Startup Yellowbrick Data has secured $81 million in Series C funding to help speed adoption of its high-performance data warehouse appliance.
Yellowbrick came out of stealth mode in July last year with $44m in Series A funding, and followed up with $48m Series B financing in October. The latest round brings total financing to $173m, led by DFJ Growth with Menlo Ventures, Google Ventures, and new investors IVP and BMW i Ventures.
The company describes the Yellowbrick Data Warehouse as a turnkey appliance for data warehousing and running analytics on that data. It is based on a custom hardware-software combo that is purportedly up to 140 times faster than rivals.
It achieves this performance partly through a technique that Yellowbrick calls native flash queries. Briefly, the data being processed is streamed directly from SSD and into the CPU cache, bypassing main memory entirely in order to take advantage of the massive bandwidth that the flash storage subsystem offers.
Each Data Warehouse is a rack-mount enclosure with a number of compute blade nodes plus two manager nodes, with connectivity via 2x 10GbE or 2x 40GbE network ports per manager node. The Yellowbrick Data Warehouse 2300 Series, introduced in February 2019, can be configured with up to 30 compute nodes and can store up to 2.4 petabytes of customer data.
Co-founder and chief executive Neil Carson claimed in a statement today that Yellowbrick Data is the fastest SQL analytics platform on the market, combining speed, flexibility, and security with predictable costs.
“This mix is driving growth for our company, and success for our expanding set of new and existing global customers,” he said.
One Yellowbrick customer is behaviour-based fraud detection firm ThreatMetrix. CTO Matthias Baumhof said in a statement today that Yellowbrick Data came out tops when his company tested it against rival data warehouses and Hadoop-based solutions.
“Our user queries are completely ad hoc and the Yellowbrick workload management capabilities allowed us to guarantee interactive response times for our portal users, even under high concurrency,” he said.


- Exercise details:
From the data underneath, reproduce exactly the stretch that begins at the line with "is (1232, 976)." and ends after the line with "The height and width of the screenshot is (389, 785).".

- Data provided:
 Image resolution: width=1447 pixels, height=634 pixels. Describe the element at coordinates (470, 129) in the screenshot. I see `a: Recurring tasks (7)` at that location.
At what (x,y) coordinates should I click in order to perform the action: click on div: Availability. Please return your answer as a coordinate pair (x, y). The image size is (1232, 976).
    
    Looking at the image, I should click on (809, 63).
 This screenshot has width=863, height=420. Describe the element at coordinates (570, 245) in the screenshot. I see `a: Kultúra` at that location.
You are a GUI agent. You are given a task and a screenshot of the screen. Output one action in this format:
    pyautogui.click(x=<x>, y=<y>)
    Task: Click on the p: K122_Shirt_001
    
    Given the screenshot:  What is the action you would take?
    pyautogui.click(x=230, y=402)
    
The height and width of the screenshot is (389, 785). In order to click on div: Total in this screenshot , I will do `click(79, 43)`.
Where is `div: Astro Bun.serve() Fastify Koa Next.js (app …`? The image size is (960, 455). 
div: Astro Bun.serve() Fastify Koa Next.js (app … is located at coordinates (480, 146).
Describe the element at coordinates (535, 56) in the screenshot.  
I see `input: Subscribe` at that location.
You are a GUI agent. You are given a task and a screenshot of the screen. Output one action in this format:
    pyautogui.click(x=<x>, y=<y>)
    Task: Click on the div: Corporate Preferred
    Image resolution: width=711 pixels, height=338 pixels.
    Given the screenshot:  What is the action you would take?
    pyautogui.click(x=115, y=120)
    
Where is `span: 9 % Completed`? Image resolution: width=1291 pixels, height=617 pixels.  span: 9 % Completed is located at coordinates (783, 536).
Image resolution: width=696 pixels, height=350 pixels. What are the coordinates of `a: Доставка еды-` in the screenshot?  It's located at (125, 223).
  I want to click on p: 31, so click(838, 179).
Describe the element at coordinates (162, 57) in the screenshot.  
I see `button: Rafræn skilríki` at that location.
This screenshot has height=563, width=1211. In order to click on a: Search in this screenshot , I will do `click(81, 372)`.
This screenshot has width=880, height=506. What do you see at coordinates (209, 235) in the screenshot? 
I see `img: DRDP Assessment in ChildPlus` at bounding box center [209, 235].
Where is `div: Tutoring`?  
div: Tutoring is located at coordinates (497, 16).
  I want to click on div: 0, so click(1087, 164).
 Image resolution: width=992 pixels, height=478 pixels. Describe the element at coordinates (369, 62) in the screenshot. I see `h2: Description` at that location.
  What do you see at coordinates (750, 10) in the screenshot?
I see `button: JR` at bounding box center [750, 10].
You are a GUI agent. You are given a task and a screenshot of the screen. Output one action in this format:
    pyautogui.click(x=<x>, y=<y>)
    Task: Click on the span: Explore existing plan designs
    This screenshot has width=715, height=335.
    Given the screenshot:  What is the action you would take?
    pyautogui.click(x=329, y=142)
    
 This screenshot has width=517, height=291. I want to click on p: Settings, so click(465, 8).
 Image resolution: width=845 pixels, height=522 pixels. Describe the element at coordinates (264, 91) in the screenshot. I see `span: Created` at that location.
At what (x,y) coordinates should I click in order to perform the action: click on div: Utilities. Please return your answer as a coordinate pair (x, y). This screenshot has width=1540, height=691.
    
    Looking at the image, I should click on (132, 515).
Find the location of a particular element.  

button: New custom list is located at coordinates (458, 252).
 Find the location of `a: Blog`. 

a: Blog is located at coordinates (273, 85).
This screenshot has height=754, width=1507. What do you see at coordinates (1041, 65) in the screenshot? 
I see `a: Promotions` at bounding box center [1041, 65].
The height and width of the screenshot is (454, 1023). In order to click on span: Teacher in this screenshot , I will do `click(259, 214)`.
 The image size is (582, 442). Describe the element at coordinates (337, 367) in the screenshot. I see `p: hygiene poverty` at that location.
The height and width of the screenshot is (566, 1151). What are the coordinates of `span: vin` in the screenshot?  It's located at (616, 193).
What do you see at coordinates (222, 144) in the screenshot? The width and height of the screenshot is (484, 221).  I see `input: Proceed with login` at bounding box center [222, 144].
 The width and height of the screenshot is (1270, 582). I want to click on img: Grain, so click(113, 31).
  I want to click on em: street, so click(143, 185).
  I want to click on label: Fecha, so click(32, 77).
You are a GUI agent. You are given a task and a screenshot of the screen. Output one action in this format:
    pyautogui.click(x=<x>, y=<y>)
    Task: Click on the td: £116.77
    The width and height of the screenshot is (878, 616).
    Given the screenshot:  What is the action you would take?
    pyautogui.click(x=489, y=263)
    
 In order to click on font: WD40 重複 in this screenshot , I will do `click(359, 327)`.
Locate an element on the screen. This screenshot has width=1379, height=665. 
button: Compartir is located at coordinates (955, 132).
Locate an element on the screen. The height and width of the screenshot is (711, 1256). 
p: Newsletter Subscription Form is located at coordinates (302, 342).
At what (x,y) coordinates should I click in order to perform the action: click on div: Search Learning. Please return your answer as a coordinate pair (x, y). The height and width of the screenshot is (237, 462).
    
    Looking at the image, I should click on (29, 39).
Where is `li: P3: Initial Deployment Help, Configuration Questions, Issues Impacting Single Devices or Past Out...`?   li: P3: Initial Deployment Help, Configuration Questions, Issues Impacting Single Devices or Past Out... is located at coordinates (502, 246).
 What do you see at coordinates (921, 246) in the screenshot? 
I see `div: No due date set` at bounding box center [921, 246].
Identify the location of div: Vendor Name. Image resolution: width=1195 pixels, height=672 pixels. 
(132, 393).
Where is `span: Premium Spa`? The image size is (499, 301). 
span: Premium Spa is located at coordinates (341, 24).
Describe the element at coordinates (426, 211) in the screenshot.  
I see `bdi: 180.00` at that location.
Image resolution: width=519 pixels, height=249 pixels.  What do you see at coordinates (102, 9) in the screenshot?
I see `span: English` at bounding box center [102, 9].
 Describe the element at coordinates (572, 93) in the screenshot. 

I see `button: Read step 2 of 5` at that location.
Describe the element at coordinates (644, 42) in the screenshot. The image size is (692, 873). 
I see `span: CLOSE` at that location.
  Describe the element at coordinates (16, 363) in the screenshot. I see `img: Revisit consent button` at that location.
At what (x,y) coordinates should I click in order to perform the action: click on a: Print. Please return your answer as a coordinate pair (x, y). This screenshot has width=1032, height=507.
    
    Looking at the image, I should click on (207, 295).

- Result below:
At what (x,y) coordinates should I click in order to perform the action: click on div: Availability. Please return your answer as a coordinate pair (x, y). The image size is (1232, 976).
    
    Looking at the image, I should click on (809, 63).
 This screenshot has width=863, height=420. Describe the element at coordinates (570, 245) in the screenshot. I see `a: Kultúra` at that location.
You are a GUI agent. You are given a task and a screenshot of the screen. Output one action in this format:
    pyautogui.click(x=<x>, y=<y>)
    Task: Click on the p: K122_Shirt_001
    
    Given the screenshot:  What is the action you would take?
    pyautogui.click(x=230, y=402)
    
The height and width of the screenshot is (389, 785). In order to click on div: Total in this screenshot , I will do `click(79, 43)`.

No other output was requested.